Jeanne of the Marshes eBook

This eBook from the Gutenberg Project consists of approximately 296 pages of information about Jeanne of the Marshes.

Jeanne of the Marshes eBook

This eBook from the Gutenberg Project consists of approximately 296 pages of information about Jeanne of the Marshes.

“You seem,” Jeanne remarked, after listening to him almost in silence for a long time, “to give most of your time to sports.  Do you play polo?”

He shook his head.

“I am too heavy,” he said, “and the game, it is a little dangerous.”

“Do you hunt?” she asked.

“No!” he admitted.  “In Belgium we do not hunt.”

“Do you race with your motor cars?”

“I entered one,” he answered, “for the Prix des Ardennes.  It was the third.  My driver, he was not very clever.”

“You did not drive it yourself, then?” she asked.

He laughed in a superior manner.

“I do not wish,” he said, “to have a broken neck.  There are so many things in life which I still find very pleasant.”

He smiled at her in a knowing manner, and Jeanne looked away to hide her disgust.

“Your interest in sport,” she remarked, “seems to be a sort of second-hand one, does it not?”

“I do not know that,” he answered.  “I do not know quite what you mean.  At Ostend last year I won the great sweepstakes.”

“For shooting pigeons?” she asked.

“So!” he admitted, with content.

She smiled.

“I see that I must beg your pardon,” she said.  “Have you ever done any big game shooting?”

He shook his head.

“I do not like to travel very much,” he answered.  “I do not like the cooking, and I think that my tastes are what you would call very civilized.”

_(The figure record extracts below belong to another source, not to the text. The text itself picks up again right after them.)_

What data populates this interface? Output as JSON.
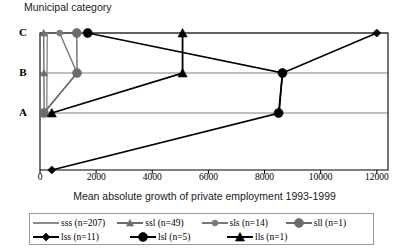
{
  "chart_data": {
    "type": "line",
    "title": "",
    "ylabel": "Municipal category",
    "xlabel": "Mean absolute growth of private employment 1993-1999",
    "orientation": "horizontal",
    "categories": [
      "A",
      "B",
      "C"
    ],
    "category_axis_labels": [
      "C",
      "B",
      "A"
    ],
    "xlim": [
      0,
      12400
    ],
    "xticks": [
      0,
      2000,
      4000,
      6000,
      8000,
      10000,
      12000
    ],
    "xtick_labels": [
      "0",
      "2000",
      "4000",
      "6000",
      "8000",
      "10000",
      "12000"
    ],
    "grid": "horizontal",
    "legend_position": "bottom",
    "series": [
      {
        "name": "sss",
        "label": "sss (n=207)",
        "n": 207,
        "color": "#8c8c8c",
        "marker": "line",
        "marker_size": 0,
        "line_width": 1.4,
        "points": [
          {
            "category": "C",
            "value": 260
          },
          {
            "category": "B",
            "value": 250
          },
          {
            "category": "A",
            "value": 240
          }
        ]
      },
      {
        "name": "ssl",
        "label": "ssl (n=49)",
        "n": 49,
        "color": "#6e6e6e",
        "marker": "triangle",
        "marker_size": 6,
        "line_width": 1.4,
        "points": [
          {
            "category": "C",
            "value": 130
          },
          {
            "category": "B",
            "value": 140
          },
          {
            "category": "A",
            "value": 150
          }
        ]
      },
      {
        "name": "sls",
        "label": "sls (n=14)",
        "n": 14,
        "color": "#7a7a7a",
        "marker": "circle",
        "marker_size": 6,
        "line_width": 1.4,
        "points": [
          {
            "category": "C",
            "value": 700
          },
          {
            "category": "B",
            "value": 1320
          },
          {
            "category": "A",
            "value": 130
          }
        ]
      },
      {
        "name": "sll",
        "label": "sll (n=1)",
        "n": 1,
        "color": "#6b6b6b",
        "marker": "circle",
        "marker_size": 9,
        "line_width": 1.4,
        "points": [
          {
            "category": "C",
            "value": 1310
          },
          {
            "category": "B",
            "value": 1320
          },
          {
            "category": "A",
            "value": 140
          }
        ]
      },
      {
        "name": "lss",
        "label": "lss (n=11)",
        "n": 11,
        "color": "#000000",
        "marker": "diamond",
        "marker_size": 8,
        "line_width": 1.6,
        "points": [
          {
            "category": "C",
            "value": 12000
          },
          {
            "category": "B",
            "value": 8640
          },
          {
            "category": "A",
            "value": 8520
          },
          {
            "category": "baseline",
            "value": 420
          }
        ]
      },
      {
        "name": "lsl",
        "label": "lsl (n=5)",
        "n": 5,
        "color": "#000000",
        "marker": "circle",
        "marker_size": 9,
        "line_width": 1.6,
        "points": [
          {
            "category": "C",
            "value": 1700
          },
          {
            "category": "B",
            "value": 8640
          },
          {
            "category": "A",
            "value": 8500
          }
        ]
      },
      {
        "name": "lls",
        "label": "lls (n=1)",
        "n": 1,
        "color": "#000000",
        "marker": "triangle",
        "marker_size": 8,
        "line_width": 1.8,
        "points": [
          {
            "category": "C",
            "value": 5080
          },
          {
            "category": "B",
            "value": 5080
          },
          {
            "category": "A",
            "value": 420
          }
        ]
      }
    ]
  }
}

The Princess intervened.  She felt that it was necessary at any cost to do so.

“The Count,” she told Jeanne, “has just been elected a member of the Four-in-Hand Club here.  If we are very nice to him he will take us out in his coach.”

“As soon,” De Brensault interposed hastily, “as I have found another team not quite so what you call spirited.  My black horses are very beautiful, but I do not like to drive them.  They pull very hard, and they always try to run away.”

The Princess sighed.  The man, after all, was really a little hopeless.  She saw clearly that it was useless to try and impress Jeanne.  The affair must take its course.  Afterwards in the drawing-room the Count came and sat by Jeanne’s side.

“Always,” he declared, “in England it is bridge.  One dines with one’s friends, and one would like to talk for a little time, and it is bridge.  It must be very dull for you little girls who are not old enough to play.  There is no one left to talk to you.”

Jeanne smiled.

“Perhaps,” she said, “I am an exception.  There are very few people whom I care to have talk to me.”

She looked him in the eyes, but he was unfortunately a very spoilt young man, and he only stroked the waxed tip of a scanty moustache.

“I am very glad to hear you say so, mademoiselle,” he said.  “That makes it the more pleasant that your excellent mother gives me one quarter of an hour’s respite from bridge that we may have a little conversation.  Have you ever been in my country, Miss Le Mesurier?”

Copyrights
Project Gutenberg
Jeanne of the Marshes from Project Gutenberg. Public domain.